LittleDog Navigates Ruff Terrain

Writing by Evan Ackerman on Tuesday, 18 of September , 2007 at 5:23 am

LittleDog

By Evan Ackerman

Robots are notoriously bad when it comes to the unpredictable. This is unfortunate, since most of the environments on Earth are more or less unpredictable. Professor Stefan Schaal from USC Viterbi is attempting to build a robot dog that can autonomously navigate over very rough terrain, and has received $1.5 million from DARPA’s Learning Locomotion program in order to do so. DARPA is interested because a pack of robot dogs would be great at carrying supplies for troops, as long as they’re capable of keeping up on their own. Currently, they have large dogbots in active development that can handle flats and ramps, but nothing more challenging.

Schaal’s LittleDog is designed more as a software and sensor research platform than to be a hardware prototype for DARPA. LittleDog itself is built by Boston Dynamics, and is fairly complicated. Each of LittleDog’s legs is powered by three electric motors, giving them a lot of flexibility. Sensors measure the angles of each joint as well as body orientation and foot/ground contact. The basic strategy for walking over both smooth and rough terrain is “to adjust a smooth walking pattern generator with the selection of every foot placement such that the center of gravity … follows a stable trajectory. To do this, the robot calculates where and how it should proceed, based on the current position, velocity, and acceleration of its legs. If one effort fails, the dog learns from its mistakes and tries another route the next time.”

There are two clips below; the first is an earlier (wired) version of LittleDog dealing with some pretty rocky terrain, and the second clip shows a wireless (and noticeably more evolved) version.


# [Task]
When a line of the entries contains "pixels", please list that line.

# [Input for this task]

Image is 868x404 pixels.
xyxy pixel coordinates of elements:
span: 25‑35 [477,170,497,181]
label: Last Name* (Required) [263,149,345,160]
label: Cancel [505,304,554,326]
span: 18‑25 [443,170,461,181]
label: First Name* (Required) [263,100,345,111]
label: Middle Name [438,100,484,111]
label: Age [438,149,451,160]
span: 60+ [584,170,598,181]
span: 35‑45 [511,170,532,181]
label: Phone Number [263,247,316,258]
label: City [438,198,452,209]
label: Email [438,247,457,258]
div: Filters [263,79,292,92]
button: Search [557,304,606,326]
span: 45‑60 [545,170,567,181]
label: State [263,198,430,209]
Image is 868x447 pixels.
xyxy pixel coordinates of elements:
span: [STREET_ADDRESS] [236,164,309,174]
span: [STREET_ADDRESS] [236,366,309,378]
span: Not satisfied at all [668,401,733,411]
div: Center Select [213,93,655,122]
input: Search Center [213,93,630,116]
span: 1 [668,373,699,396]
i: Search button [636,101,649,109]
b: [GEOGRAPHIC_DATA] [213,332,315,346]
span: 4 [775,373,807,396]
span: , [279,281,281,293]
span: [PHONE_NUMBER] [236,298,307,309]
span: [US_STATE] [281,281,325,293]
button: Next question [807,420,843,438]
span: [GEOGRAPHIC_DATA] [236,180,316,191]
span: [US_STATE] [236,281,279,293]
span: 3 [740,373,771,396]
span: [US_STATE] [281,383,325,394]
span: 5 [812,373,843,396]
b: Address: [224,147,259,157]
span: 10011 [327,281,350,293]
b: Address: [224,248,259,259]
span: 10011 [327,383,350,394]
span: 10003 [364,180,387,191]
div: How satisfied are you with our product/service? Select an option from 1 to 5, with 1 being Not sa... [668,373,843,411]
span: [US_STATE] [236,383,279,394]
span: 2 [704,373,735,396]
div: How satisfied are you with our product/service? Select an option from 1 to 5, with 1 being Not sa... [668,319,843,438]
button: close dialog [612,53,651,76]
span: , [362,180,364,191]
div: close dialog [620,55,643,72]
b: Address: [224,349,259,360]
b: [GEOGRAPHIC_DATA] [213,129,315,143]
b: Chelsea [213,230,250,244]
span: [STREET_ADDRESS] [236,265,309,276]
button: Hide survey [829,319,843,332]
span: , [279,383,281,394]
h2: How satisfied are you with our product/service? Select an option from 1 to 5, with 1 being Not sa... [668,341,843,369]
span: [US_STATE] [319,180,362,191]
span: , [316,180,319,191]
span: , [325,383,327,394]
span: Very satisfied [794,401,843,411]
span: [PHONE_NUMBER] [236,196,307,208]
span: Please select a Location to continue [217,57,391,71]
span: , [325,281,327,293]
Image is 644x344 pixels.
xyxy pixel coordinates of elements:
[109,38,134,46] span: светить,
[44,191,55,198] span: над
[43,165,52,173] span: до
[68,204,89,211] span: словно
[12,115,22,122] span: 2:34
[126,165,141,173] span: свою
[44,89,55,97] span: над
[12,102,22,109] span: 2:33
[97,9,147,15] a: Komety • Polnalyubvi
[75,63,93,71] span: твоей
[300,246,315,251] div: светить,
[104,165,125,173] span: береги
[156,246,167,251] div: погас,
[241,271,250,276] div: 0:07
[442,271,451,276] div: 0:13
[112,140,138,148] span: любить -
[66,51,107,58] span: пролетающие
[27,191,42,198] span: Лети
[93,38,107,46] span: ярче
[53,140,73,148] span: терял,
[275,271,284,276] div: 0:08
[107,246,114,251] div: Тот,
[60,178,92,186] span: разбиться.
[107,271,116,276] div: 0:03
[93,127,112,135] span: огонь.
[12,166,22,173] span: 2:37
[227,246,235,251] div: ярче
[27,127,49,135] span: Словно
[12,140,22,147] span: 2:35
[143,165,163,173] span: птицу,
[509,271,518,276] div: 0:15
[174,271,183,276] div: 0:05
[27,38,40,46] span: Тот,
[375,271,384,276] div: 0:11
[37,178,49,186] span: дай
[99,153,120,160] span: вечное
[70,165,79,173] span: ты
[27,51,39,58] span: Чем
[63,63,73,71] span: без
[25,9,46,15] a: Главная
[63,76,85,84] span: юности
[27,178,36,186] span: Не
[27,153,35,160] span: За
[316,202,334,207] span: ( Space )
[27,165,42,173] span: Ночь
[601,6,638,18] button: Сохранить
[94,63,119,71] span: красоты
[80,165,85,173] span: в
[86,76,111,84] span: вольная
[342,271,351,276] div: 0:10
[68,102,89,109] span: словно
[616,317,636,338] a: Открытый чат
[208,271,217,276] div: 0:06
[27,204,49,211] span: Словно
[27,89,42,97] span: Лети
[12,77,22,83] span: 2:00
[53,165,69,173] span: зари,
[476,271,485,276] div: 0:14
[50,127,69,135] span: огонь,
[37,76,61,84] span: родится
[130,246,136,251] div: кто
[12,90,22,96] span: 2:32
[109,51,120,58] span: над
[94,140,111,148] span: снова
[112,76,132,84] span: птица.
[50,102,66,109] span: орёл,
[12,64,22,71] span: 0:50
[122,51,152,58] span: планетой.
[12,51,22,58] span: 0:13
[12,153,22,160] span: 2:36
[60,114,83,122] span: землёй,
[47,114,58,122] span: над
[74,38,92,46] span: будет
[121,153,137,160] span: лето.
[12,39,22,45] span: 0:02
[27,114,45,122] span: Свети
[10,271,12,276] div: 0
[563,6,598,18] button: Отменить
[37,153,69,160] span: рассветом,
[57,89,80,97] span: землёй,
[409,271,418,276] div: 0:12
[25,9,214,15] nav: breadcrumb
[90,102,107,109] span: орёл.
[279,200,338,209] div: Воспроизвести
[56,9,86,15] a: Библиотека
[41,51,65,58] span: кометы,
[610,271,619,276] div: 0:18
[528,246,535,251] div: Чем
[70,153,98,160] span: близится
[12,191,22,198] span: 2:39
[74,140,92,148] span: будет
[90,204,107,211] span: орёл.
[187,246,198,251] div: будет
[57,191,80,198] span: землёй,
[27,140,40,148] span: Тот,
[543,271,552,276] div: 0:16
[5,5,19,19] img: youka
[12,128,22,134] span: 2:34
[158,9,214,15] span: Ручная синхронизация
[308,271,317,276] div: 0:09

==

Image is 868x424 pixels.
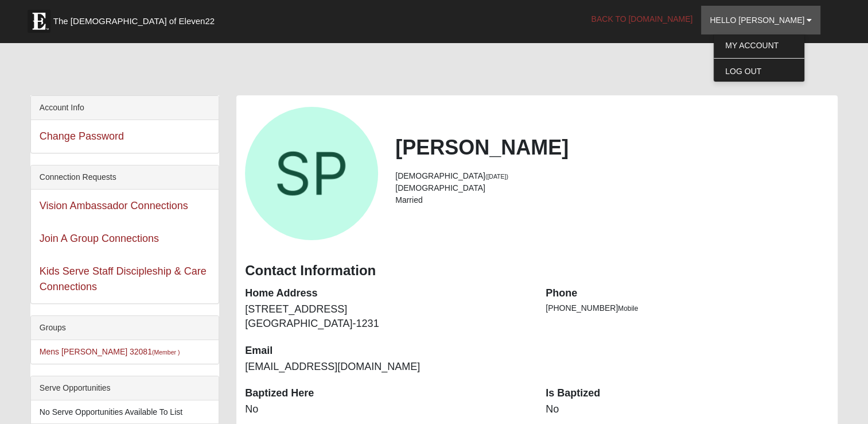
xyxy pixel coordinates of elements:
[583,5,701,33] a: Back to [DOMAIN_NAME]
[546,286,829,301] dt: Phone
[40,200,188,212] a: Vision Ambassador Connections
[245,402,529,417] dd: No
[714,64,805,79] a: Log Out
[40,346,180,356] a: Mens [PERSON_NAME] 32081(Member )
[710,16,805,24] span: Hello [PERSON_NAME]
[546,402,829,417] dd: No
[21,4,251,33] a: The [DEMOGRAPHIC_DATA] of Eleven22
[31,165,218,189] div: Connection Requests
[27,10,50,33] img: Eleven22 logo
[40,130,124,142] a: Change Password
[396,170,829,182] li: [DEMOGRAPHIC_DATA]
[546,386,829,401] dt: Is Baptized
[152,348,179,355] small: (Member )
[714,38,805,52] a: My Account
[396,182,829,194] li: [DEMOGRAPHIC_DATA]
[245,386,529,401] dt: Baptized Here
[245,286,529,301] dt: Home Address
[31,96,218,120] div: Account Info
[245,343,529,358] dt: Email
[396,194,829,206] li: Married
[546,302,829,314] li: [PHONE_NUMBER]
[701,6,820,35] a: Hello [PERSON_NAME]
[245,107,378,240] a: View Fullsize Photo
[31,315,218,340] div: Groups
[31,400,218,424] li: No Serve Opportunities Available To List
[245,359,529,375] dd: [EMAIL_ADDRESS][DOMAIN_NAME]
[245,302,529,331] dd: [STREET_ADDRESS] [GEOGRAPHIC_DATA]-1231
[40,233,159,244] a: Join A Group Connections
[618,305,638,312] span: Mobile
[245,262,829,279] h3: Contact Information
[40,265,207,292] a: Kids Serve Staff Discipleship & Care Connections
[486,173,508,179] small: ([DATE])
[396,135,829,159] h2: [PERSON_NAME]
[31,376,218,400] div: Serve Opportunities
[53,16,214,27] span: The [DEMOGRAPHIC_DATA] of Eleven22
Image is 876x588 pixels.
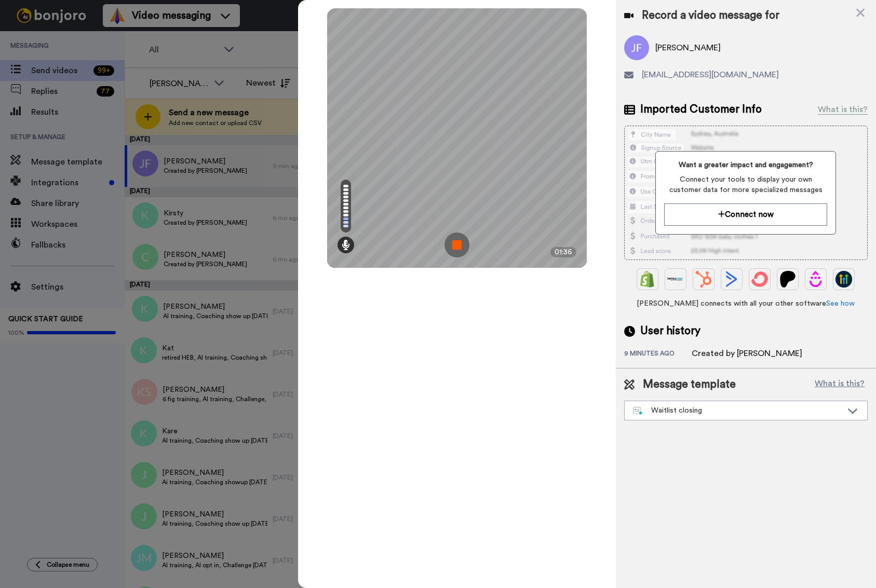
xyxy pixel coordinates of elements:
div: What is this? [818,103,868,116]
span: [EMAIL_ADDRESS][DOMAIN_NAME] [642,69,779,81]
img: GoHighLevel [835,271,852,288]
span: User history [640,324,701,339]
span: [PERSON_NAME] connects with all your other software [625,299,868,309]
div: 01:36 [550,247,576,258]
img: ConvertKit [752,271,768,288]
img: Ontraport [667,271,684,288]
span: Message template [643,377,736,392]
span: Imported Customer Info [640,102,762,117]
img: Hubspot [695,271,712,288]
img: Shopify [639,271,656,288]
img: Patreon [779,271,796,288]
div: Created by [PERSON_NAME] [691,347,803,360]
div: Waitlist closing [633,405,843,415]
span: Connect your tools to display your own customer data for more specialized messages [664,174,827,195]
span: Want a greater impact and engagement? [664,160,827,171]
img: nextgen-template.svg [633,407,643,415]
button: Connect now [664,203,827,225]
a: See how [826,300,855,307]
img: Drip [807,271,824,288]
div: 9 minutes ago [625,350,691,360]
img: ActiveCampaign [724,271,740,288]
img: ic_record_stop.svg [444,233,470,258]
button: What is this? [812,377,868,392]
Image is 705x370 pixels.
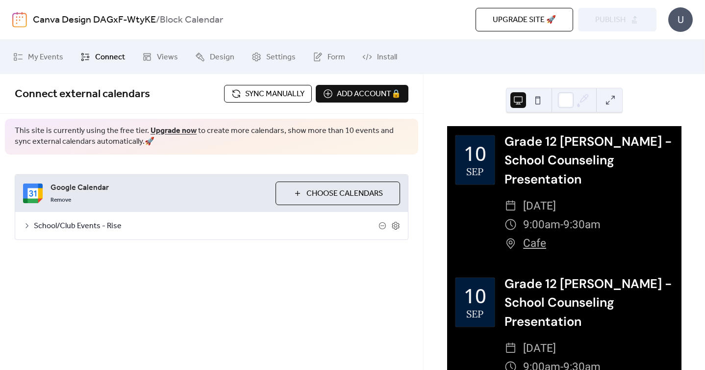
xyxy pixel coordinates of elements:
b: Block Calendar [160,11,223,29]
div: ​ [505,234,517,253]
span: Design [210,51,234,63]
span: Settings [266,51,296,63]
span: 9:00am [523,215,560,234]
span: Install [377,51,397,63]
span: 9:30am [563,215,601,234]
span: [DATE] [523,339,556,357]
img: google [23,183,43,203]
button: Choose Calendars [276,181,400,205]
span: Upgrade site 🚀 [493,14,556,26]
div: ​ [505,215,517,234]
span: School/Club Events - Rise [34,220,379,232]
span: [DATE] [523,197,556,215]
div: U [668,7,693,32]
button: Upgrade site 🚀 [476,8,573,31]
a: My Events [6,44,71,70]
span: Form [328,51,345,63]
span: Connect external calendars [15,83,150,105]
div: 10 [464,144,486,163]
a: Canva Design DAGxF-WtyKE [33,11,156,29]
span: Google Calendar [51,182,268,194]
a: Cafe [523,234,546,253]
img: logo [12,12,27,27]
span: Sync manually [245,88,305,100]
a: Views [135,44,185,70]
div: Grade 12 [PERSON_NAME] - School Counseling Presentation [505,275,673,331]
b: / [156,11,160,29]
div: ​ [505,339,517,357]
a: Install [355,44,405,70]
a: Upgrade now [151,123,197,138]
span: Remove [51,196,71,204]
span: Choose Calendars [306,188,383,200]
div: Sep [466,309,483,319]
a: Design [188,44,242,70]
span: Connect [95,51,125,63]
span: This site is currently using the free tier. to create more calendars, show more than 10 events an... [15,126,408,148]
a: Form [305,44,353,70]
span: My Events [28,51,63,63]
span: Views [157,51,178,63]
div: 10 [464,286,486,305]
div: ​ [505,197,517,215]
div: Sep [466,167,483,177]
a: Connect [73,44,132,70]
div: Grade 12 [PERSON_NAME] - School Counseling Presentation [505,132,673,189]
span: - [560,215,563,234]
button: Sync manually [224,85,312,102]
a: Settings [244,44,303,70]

---

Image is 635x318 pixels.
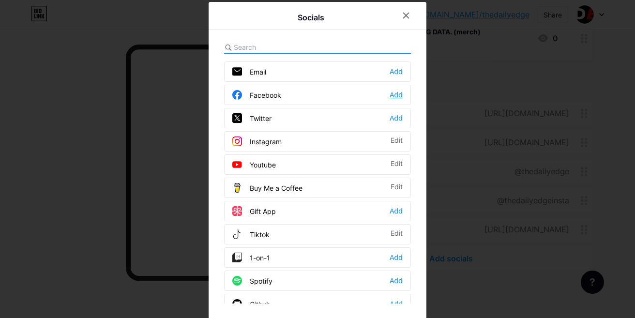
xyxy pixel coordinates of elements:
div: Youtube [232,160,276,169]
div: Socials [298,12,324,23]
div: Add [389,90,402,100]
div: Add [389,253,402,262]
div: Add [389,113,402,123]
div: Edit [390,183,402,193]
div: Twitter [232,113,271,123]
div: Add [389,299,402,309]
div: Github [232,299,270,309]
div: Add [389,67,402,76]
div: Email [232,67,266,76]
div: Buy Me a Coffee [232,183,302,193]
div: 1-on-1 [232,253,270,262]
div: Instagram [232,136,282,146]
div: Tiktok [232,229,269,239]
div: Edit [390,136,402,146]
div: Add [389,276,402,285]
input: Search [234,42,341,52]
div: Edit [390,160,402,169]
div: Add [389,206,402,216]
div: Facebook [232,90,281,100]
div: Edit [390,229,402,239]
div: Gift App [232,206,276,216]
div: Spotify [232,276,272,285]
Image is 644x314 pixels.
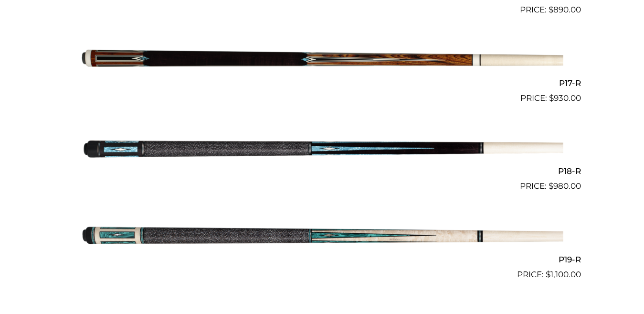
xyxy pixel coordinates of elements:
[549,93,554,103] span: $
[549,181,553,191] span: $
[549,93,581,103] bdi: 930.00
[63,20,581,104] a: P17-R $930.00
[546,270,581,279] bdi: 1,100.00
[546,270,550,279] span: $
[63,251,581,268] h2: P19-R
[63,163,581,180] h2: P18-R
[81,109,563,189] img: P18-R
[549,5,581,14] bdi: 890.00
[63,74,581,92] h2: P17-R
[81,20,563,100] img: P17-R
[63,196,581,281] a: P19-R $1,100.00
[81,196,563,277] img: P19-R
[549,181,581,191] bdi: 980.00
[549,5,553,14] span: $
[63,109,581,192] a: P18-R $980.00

# [Written solution]
Image is 868x404 pixels.
Image is 868x447 pixels.
Image is 644x344 pixels.
Image is 868x424 pixels.
Image is 876x588 pixels.
Image is 705x370 pixels.
Image is 635x318 pixels.
Image is 644x314 pixels.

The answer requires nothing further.